2 Original title: ”Engelska i grundskolans årskurser 6-9”

(5)

2

2. Background

The discussion of the advantages and disadvantages of homogenous and heterogeneous classes is one that has followed Swedish school structuring for the last 100 years (Wallby, Carlsson & Nyström, 2001) and in other parts of the world for even longer. It has been used as the basis of discussion involving pedagogical issues such as ease of establishing teaching levels and having time to meet students with greater needs on either end of the ability spectrum, as well as political and cultural “hot potato” issues such as democratic ideals and the sorting of citizens into societal strata. Few issues have been discussed so much within the realm of education, and few have been so frustratingly difficult to assess with any sense of certainty. According to Kulik & Kulik (1982), the reviewers of the practice of ability grouping have shifted their focus throughout the years. In the 1950’s the result was often put forward that ability grouping was advantageous for high achievers. Research that followed in the decades to come has been focusing on the possible negative effects of the grouping, dealing with issues such as self-perception and student motivation.

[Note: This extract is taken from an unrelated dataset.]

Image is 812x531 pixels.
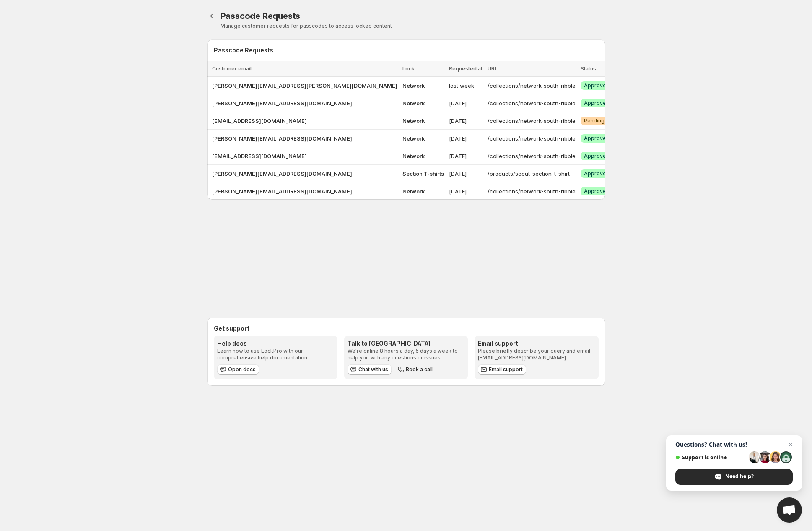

In Sweden, a move away from the parallel school system in 1962 to a “school for all” mirrored the democratic political attitudes in the middle of the 20th century. The last vestiges of the divided school system; the “special course” and “general course”3 within English and Mathematics disappeared with the new Curriculum in 1994. From the beginning of the 1990s, there has been another shift in attitude, with emphasis moving towards the individual rights of each student, and where it has come to be seen as a student’s prerogative to develop after own interest and in own tempo. After decentralisation, issues such as student grouping have landed in the realm of the school principal (Wallby et al, 2001).

Much of the international research made about dealing with mixed-ability classrooms deals with issues of tracking, ability grouping and cooperative learning. In countries such as the United States and England, the practice of tracking, or placing students in differentiated classes for all subjects depending on their perceived academic ability, has been widely used within school structures as a way to streamline education. There is not a comparable system in Sweden anymore, although the streaming into different programs in upper secondary school can be seen to serve some of the same purposes.

This study will not be examining the effects of this, but rather looking at how teachers deal with the challenges of mixed ability classes and how the teachers feel about ability grouping and cooperative learning within the English classroom.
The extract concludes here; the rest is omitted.